From MIL OSI

The youth jobs crisis fuelling India’s Cockroach Janta Party protests

Source: The Conversation – UK

A new youth protest movement in India that started as online satire is now staging an ongoing sit-in in New Delhi calling for the resignation of India’s education minister.

The Cockroach Janta Party (CJP) was launched in late May by Abhijeet Dipke, a graduate of Boston University, in response to alleged comments by India’s chief justice, Surya Kant, comparing unemployed young Indians to cockroaches.

Kant later clarified his comments and said he’d been misquoted. Dipke launched a parody political party, calling on all cockroaches to unite, which led to street protests in cities including Delhi, Pune, Jaipur and Bengaluru.

The CJP latched onto mounting anger in India at a series of issues affecting exams, including the secondary school leaving exam, which has affected thousands of people and been linked to suicides. But the movement has also tapped into the anger of a generation of graduates who’ve done everything right but still can’t find work that matches their aspirations.

In this episode of The Conversation Weekly, economist Rosa Abraham at Azim Premji University in Bengaluru, explains how India’s jobs crisis is fuelling this new youth protest movement.

Lead author of the State of Working India report, an annual review of labour issues in the country, Abraham says the comparison with cockroaches “was seen as an insult to a generation which has felt like institutions, the state, the private sector has failed them”.

There were 63 million graduates in India between the ages of 20-29 in 2023, and around 11 million of them were unemployed.

Abraham says that the lack of political response to the jobs crisis means “you’re seeing this kind of simmering discontent, which has always been in the background, which is now finding these release valves through movements like … the CJP”.

Listen to Abraham talk about the reasons behind India’s youth jobs crisis on The Conversation Weekly podcast.
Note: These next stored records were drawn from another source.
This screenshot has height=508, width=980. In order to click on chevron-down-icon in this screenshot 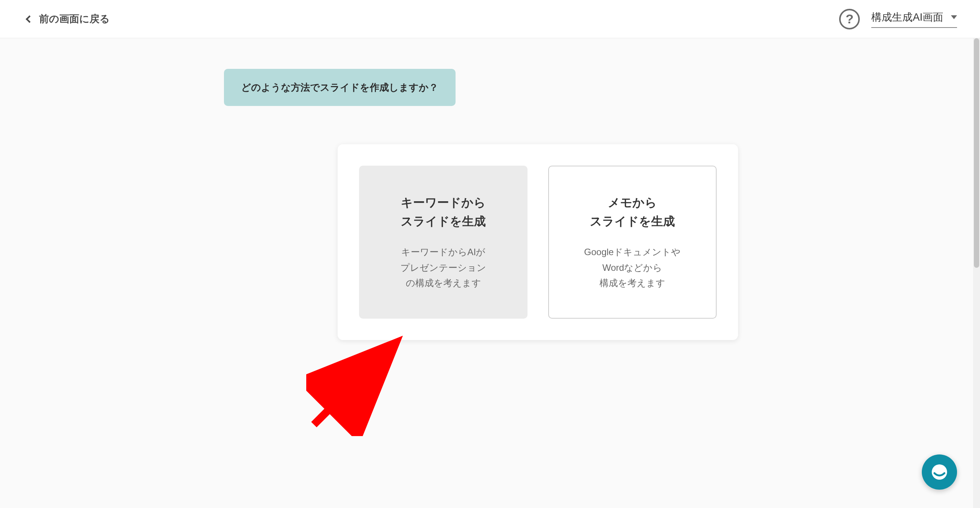, I will do `click(954, 17)`.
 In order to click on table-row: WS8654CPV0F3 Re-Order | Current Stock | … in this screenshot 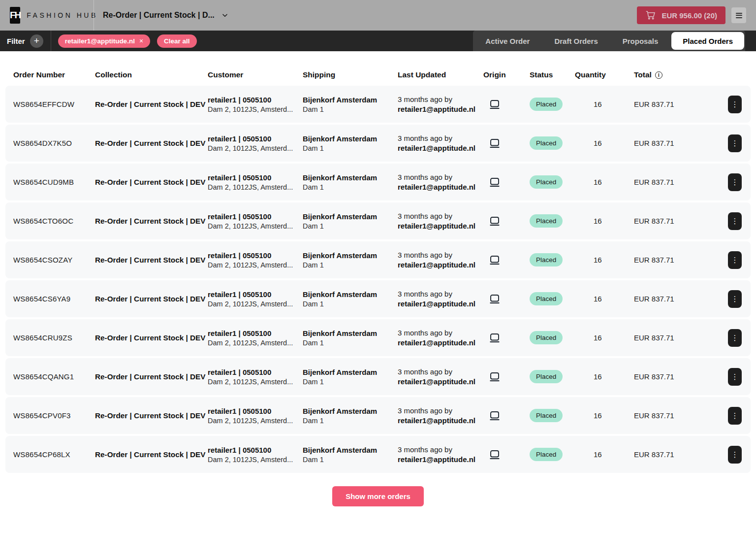, I will do `click(378, 416)`.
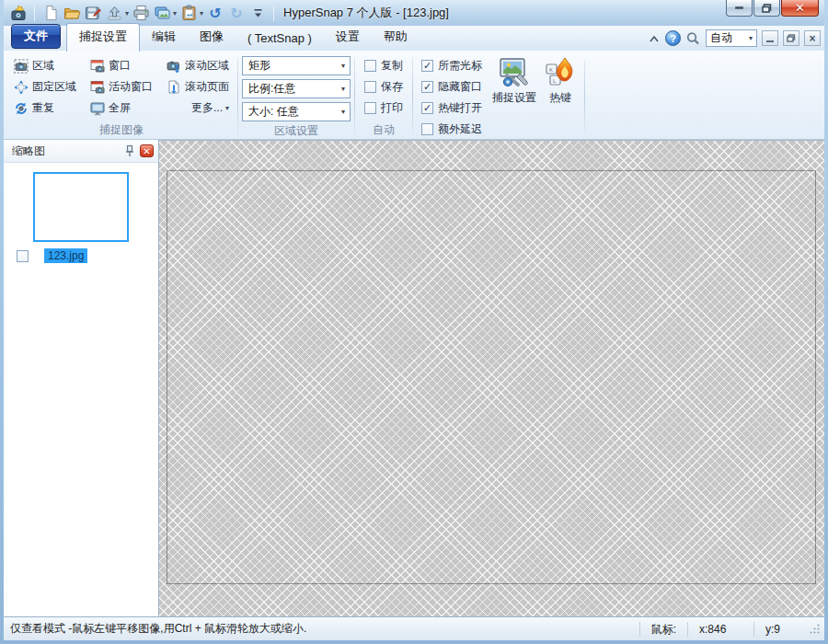 This screenshot has width=828, height=644. What do you see at coordinates (19, 8) in the screenshot?
I see `flash-burst` at bounding box center [19, 8].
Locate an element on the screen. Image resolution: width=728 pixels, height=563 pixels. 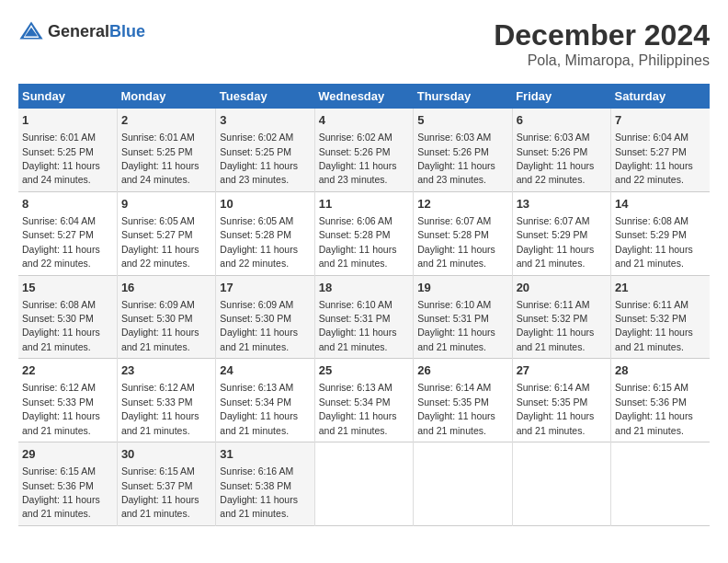
calendar-cell: 22 Sunrise: 6:12 AM Sunset: 5:33 PM Dayl… is located at coordinates (68, 401).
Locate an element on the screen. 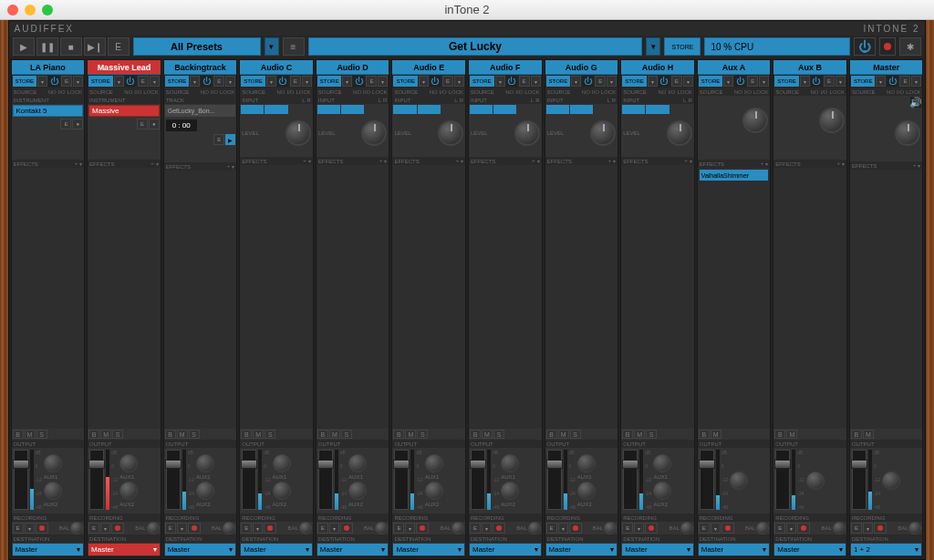 This screenshot has width=934, height=560. channel-name: Audio F is located at coordinates (505, 67).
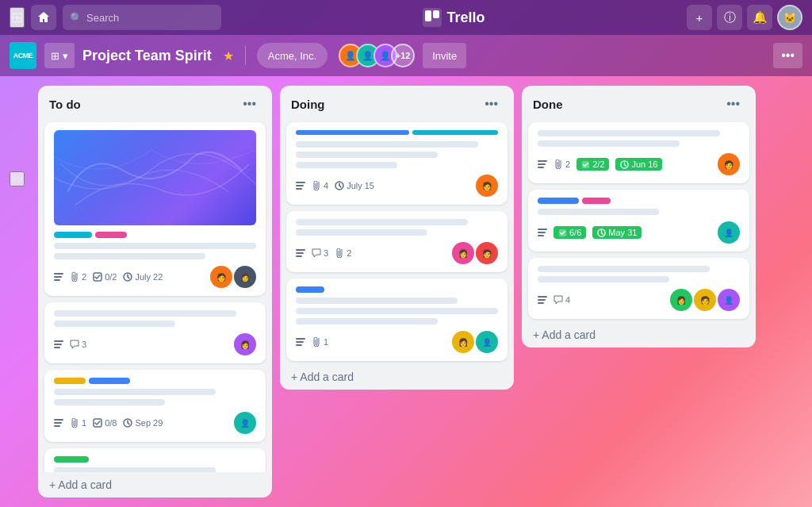 This screenshot has width=812, height=507. Describe the element at coordinates (454, 17) in the screenshot. I see `app-logo: Trello` at that location.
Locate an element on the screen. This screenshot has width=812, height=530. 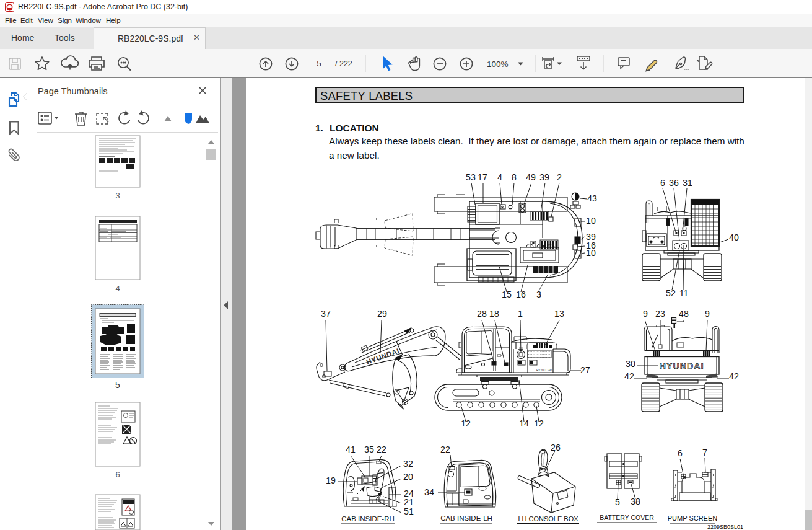
svg-text: 2209SB0SL01 is located at coordinates (725, 527).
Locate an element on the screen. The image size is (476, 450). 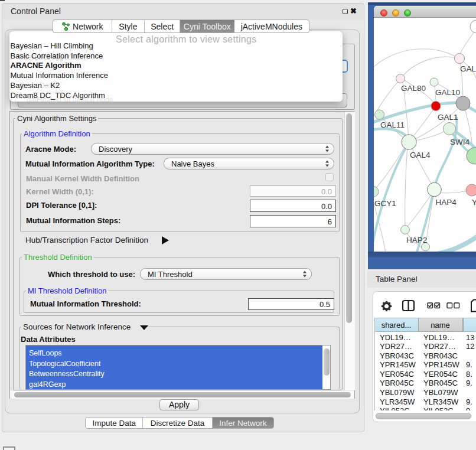
svg-text: GAL4 is located at coordinates (420, 155).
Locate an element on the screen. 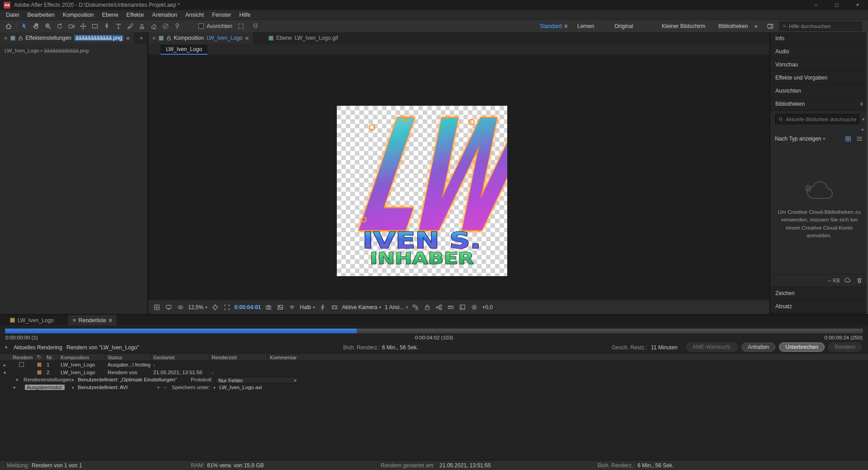 The width and height of the screenshot is (868, 470). comp-breadcrumb: LW_Iven_Logo is located at coordinates (184, 50).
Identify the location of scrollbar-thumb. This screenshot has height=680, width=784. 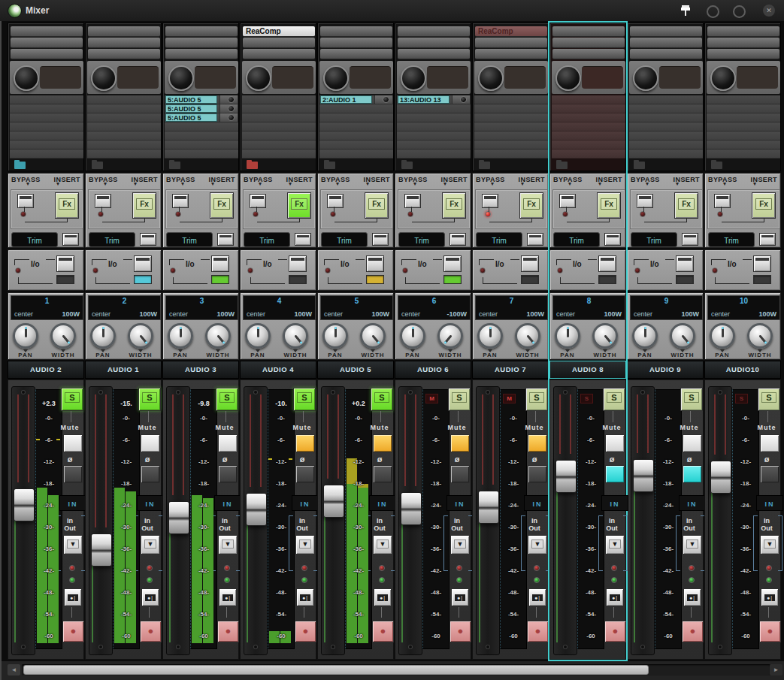
(336, 670).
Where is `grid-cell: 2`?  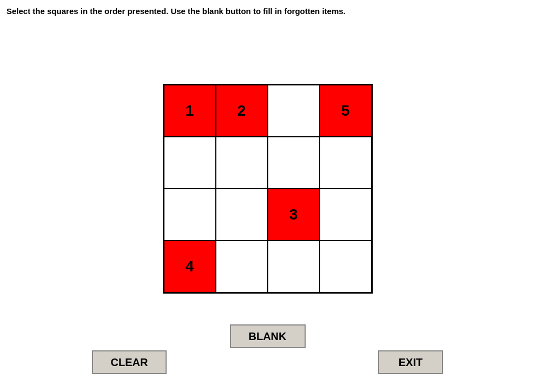
grid-cell: 2 is located at coordinates (242, 111).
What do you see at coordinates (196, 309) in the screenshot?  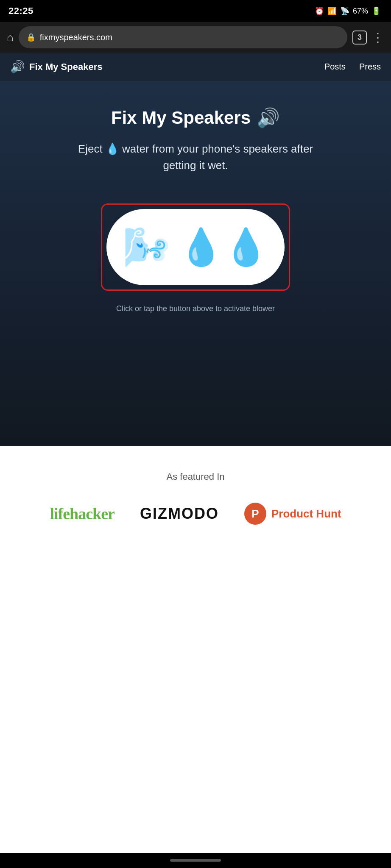 I see `blower-hint: Click or tap the button above to activat…` at bounding box center [196, 309].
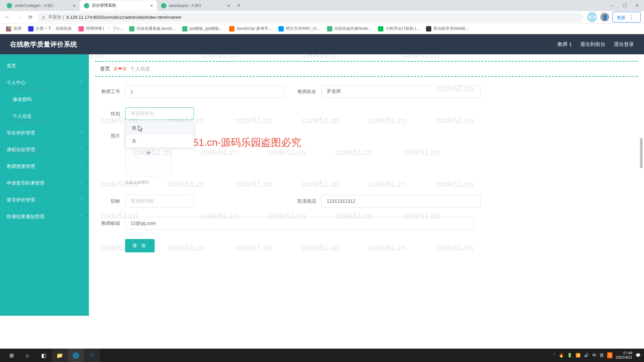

This episode of The Conversation Weekly was written and produced by Gemma Ware and Mend Mariwany. Mixing by Eleanor Brezzi and theme music by Neeta Sarl.

Newsclips in this episode from WION, DW News, CNA, BBC News India, CNN-News18, NDTV, peeinghuman via Instagram and The Indian Express. Listen to The Conversation Weekly via any of the apps listed above, download it directly via our RSS feed or find out how else to listen here.

A transcript of this episode is available via the Apple Podcasts or Spotify apps.

Rosa Abraham has received funding from the Institute for What Works to Advance Gender Equality and from the National Council for Applied Economic Research.